Nova Scotia Vol 2 anthology, edited by Neil Williamson and Andrew J. Wilson, is now available to order! It celebrates the depth and breadth of Scotland's dazzling science fiction and fantasy landscape from its haunted islands to its transformed cities and everything in between. Jenni Coutts created the gorgeous cover art.
You can order the book on its own, or buy the bundle anthology deal - both from the Luna store.
Today we'd like to introduce you to Jeda Pearl and the story "To The Forest".
About the author:
Jeda Pearl is a Scottish Jamaican poet and speculative fiction writer. Her poems and stories appear in art installations and several anthologies and her debut poetry collection, Time Cleaves Itself, was published by Peepal Tree Press in 2024. Find her online @JedaPearl.
Jeda on the story:
"To the Forest" began life as a performance piece and creative response as part of the Figures of Speech series in 2022 where I played the part of a BranchSibling, translating poems written by plants in an imagined Caledonian Forest Library promenade performance in the next millennium. While researching biotechnologies, I was inspired by Grow Your Own Cloud (a group of artists, scientists and technologists researching the idea of storing data using plant DNA) and artist Ayana Zaire Cotton who engages with language, technology and ecology to speculate and worldbuild centering a sankofa sensibility. Sue Burke's Semiosis duology and Biopolis - Tales of Urban Biology were also influential. These themes tied in with some of my own previous speculative ideas linked to silk cotton tree folklore of harbouring spirits, thinking about plants as memory-keepers, and imagining ways technology may empower plant sentience and communication and the hybrid species that could potentially exist. As I considered the plant residents of the library, the world began to build itself outward and the characters of Linn and Copi, and their voices, evolved into existence. It was also really fun to be able to bring together poetry and prose into a hybrid narrative.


WHAT YOU WILL DO: Would you count the lines in the material below that include the string "pixels"? Only the number is needed.

MATERIAL FOR THIS TASK:
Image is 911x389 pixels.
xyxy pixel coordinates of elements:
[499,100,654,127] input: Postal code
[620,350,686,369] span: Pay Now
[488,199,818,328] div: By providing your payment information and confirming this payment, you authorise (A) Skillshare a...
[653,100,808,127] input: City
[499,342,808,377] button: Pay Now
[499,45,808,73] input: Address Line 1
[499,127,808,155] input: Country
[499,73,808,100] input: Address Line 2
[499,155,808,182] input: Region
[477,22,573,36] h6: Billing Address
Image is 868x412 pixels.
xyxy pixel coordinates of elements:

* * *

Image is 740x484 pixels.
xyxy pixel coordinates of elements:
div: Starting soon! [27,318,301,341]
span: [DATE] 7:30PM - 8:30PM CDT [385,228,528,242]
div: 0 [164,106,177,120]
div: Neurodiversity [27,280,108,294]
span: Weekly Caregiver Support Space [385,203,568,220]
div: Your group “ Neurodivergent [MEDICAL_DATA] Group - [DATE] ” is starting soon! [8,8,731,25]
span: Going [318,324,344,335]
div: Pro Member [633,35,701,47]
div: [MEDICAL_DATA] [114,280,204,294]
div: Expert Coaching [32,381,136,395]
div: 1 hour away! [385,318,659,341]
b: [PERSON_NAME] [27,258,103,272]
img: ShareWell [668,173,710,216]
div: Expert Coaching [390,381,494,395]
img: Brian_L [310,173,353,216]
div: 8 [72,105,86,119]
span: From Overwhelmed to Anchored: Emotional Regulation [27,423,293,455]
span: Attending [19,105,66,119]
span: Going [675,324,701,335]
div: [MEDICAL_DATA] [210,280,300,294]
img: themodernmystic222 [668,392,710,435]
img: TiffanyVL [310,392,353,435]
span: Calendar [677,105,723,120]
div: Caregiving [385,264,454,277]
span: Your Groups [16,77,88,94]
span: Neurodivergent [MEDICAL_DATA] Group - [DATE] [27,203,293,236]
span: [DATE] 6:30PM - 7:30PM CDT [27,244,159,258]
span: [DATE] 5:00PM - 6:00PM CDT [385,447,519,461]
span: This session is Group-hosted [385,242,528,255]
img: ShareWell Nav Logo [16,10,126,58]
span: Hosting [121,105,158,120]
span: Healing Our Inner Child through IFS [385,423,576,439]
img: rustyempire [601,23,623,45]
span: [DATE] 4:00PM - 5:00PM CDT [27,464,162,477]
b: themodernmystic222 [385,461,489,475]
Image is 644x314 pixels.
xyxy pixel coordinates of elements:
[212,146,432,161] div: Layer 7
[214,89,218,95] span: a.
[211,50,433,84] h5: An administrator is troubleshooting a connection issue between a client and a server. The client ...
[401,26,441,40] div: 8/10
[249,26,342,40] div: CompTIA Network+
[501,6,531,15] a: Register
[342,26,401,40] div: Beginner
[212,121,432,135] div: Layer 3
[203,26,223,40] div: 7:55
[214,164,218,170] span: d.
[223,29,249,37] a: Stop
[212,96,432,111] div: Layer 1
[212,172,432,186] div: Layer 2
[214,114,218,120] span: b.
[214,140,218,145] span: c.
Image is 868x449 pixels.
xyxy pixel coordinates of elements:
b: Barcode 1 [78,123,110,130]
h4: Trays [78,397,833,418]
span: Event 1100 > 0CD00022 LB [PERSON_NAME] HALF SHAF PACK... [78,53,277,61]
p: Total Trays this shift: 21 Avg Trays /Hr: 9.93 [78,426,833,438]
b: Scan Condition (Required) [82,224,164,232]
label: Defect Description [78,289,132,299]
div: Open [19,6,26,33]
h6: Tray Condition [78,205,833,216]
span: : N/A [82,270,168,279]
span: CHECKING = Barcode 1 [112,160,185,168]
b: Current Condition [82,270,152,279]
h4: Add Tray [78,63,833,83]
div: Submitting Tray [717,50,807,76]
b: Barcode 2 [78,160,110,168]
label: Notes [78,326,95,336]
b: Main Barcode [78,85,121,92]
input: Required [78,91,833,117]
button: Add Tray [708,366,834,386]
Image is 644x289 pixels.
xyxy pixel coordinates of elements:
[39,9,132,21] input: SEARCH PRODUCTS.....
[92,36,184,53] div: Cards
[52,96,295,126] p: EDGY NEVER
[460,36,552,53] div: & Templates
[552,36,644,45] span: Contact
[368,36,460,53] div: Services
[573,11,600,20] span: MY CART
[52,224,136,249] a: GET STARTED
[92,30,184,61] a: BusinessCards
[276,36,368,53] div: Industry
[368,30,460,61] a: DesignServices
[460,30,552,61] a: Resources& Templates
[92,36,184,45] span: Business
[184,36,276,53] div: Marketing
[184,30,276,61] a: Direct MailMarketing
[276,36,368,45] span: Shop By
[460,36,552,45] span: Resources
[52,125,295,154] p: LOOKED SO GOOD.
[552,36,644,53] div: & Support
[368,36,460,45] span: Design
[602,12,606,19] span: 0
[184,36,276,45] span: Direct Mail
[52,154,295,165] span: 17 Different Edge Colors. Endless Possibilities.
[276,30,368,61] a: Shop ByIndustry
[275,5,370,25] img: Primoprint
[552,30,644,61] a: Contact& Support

---

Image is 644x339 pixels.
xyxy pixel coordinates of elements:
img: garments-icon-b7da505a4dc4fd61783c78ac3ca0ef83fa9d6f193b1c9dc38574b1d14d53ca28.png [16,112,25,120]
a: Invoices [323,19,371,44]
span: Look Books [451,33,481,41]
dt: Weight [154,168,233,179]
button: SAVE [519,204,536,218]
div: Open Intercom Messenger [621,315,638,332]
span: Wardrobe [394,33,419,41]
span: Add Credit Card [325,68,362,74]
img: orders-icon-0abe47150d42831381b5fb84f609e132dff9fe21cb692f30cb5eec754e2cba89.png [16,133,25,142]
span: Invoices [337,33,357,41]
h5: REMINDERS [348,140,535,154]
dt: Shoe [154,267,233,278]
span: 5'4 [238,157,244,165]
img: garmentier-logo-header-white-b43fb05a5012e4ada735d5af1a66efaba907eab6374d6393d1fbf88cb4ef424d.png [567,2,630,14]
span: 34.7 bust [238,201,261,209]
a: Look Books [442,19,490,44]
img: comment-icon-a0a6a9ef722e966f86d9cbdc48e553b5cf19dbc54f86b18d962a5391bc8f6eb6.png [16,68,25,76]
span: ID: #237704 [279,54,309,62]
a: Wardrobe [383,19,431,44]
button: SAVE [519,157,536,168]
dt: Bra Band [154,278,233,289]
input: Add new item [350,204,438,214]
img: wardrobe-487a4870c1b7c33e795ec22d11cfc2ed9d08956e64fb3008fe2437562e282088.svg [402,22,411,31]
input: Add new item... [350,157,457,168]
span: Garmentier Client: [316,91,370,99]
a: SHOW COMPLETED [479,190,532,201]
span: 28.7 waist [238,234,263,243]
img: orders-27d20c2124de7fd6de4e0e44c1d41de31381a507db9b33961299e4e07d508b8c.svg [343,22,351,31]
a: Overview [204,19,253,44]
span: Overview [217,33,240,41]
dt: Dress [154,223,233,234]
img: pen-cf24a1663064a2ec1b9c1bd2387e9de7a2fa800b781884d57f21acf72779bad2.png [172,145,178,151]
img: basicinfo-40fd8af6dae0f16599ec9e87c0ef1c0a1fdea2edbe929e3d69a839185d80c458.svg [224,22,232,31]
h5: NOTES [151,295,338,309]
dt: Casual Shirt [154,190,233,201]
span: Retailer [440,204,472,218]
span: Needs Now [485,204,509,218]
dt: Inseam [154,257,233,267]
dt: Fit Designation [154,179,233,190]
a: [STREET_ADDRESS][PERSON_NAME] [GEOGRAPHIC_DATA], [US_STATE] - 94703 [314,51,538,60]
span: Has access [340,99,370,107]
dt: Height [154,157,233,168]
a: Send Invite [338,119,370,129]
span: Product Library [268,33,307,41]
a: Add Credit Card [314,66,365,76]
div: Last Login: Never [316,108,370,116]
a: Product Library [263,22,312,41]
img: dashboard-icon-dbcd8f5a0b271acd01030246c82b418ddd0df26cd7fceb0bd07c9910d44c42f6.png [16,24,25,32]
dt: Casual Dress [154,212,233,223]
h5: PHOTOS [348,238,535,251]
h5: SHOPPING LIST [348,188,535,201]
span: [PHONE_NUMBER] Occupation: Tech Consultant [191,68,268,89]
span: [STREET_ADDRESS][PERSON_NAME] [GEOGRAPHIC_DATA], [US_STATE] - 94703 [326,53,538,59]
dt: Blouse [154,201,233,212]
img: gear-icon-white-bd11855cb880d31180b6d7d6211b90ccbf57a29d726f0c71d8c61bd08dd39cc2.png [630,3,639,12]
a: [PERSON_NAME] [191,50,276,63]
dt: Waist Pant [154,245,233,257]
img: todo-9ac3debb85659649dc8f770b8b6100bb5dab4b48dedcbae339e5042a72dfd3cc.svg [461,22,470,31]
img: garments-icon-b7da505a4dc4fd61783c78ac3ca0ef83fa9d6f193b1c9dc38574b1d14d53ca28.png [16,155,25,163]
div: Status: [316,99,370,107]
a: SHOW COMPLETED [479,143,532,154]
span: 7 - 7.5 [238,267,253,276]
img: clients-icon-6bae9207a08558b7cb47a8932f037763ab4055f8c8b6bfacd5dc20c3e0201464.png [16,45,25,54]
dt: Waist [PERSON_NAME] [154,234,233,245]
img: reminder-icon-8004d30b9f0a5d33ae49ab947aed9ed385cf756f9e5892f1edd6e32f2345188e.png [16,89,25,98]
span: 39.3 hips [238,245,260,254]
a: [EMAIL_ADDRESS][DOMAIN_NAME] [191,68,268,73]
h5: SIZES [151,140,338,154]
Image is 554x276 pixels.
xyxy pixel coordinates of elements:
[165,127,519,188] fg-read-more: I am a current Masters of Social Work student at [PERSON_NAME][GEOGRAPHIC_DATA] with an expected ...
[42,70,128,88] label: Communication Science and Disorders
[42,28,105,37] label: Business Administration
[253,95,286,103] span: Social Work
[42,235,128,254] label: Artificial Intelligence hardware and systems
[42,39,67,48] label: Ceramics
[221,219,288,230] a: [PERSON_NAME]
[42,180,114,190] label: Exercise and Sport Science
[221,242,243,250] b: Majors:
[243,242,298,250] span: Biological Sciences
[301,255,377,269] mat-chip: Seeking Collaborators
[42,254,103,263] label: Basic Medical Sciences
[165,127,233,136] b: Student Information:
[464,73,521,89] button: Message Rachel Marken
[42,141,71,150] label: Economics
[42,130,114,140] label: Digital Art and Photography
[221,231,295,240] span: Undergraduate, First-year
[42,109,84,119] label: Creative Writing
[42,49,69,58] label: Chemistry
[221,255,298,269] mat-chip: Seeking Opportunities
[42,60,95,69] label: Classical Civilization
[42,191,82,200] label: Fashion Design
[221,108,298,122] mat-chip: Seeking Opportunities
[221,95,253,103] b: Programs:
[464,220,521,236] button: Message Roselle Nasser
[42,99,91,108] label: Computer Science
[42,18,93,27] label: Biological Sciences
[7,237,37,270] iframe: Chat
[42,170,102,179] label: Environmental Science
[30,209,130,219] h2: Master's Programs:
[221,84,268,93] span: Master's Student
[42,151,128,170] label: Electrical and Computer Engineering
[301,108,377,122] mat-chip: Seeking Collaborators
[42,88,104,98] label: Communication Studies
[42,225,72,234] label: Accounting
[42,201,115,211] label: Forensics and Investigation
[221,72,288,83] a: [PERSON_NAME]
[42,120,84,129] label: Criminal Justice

EXERCISE OUTPUT: 8